Tourte voyageuse (Ectopistes migratorius)
  • Tourte voyageuse (Ectopistes migratorius)
  • Tourte voyageuse en Amérique du Nord
And yet, it seemed impossible…

September 1, 2014, marked the centenary of the extinction of a species that was once plentiful in the Québec sky. In 1914, with the death of a 29-year-old female at the Cincinnati Zoo, the passenger pigeon disappeared definitively from the world’s avian heritage.

The passenger pigeon in Canada

Unfortunately, little is known about the biology of this bird related to turtle doves, doves and pigeons. Contrary to what you might think, hatchling productivity was low, since a female laid a single egg per year. The pigeons fed primarily on acorns, chestnuts and beechnuts. They would colonize an area that closely corresponded to that of the American beech. Its overall population was estimated at over five billion individuals.

Spectacular behavior

Passenger pigeons nested in colonies whose area could be measured in square kilometers. When naturalists described the sites they would mention that it was hard to find a branch that was not covered. And as a result, the pigeons traveled in gigantic groups, which was a considerable advantage in terms of protecting themselves from their natural predators more effectively. In seasonal movements that involved a short migration, the gatherings were spectacular. Writings from back then described these movements as swarms that darkened the sky and that could stretch over five kilometers.

Prized flesh

For a long time, Native peoples appreciated the meat from this bird and hunted it as small game. The resource seemed inexhaustible, but when Western colonists began to hunt with firearms and on a commercial scale, the situation took a tragic turn. Hunts involving miraculous numbers of birds, upwards of 30,000 birds taken by a single hunter, were recorded. A great number of young pigeons were also snatched from nests, which did great damage to the species’ reproductive success.

The tragic end

It took only 50 years of commercial hunting to seal the fate of the passenger pigeon. By the 1880s, the population was already commercially exhausted. At the start of the 1900s, 120 pigeons were recorded in captivity, but the conditions in which the birds were kept never allowed for their breeding. The last observation of a passenger pigeon in the wild in Canada dates from 1902.

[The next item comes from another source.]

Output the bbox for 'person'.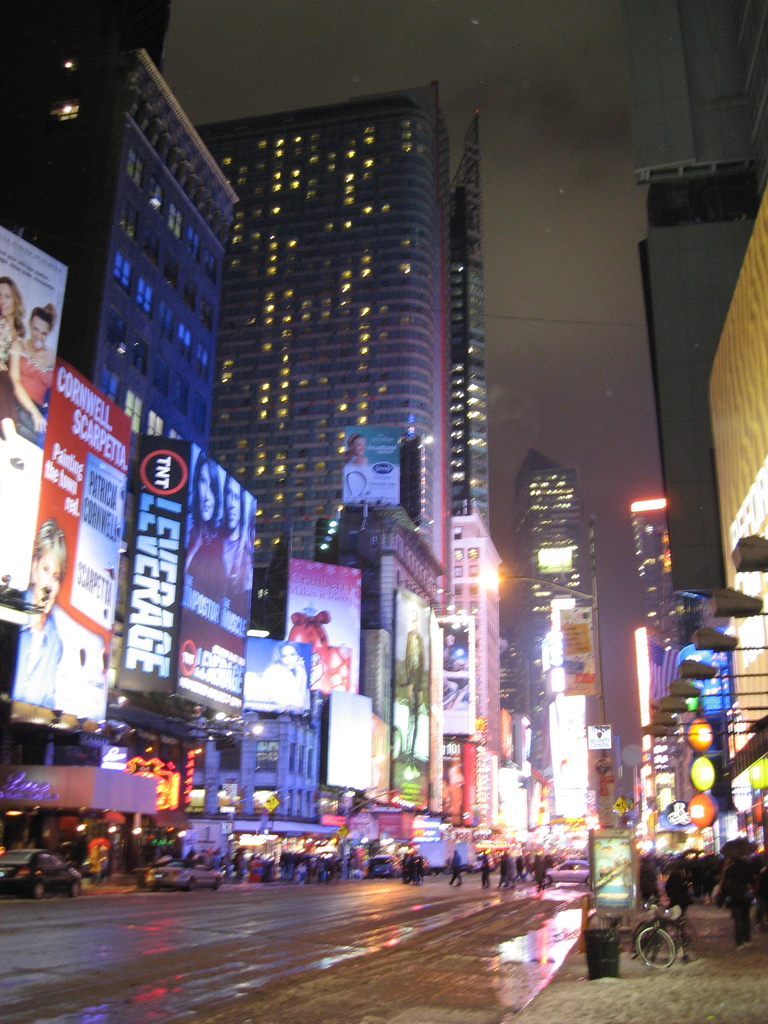
select_region(0, 301, 65, 428).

The heritage of that disappearance

At the time there was no way of measuring the state of the population, any more than there was to preserve the habitat and exploit the resource in a sustainable way. In 1916, shortly after the disappearance of the passenger pigeon, the signing of a Canada–U.S. treaty prohibited the commercial exploitation of birds in the wild. That measure led to the restoration of the populations of a number of species of duck, heron, tern and shorebirds. And even if the law on migratory birds is still in effect today, it’s important that we continue our efforts at protecting the territory and habitat diversity if we’re to ensure the conservation of our avian heritage.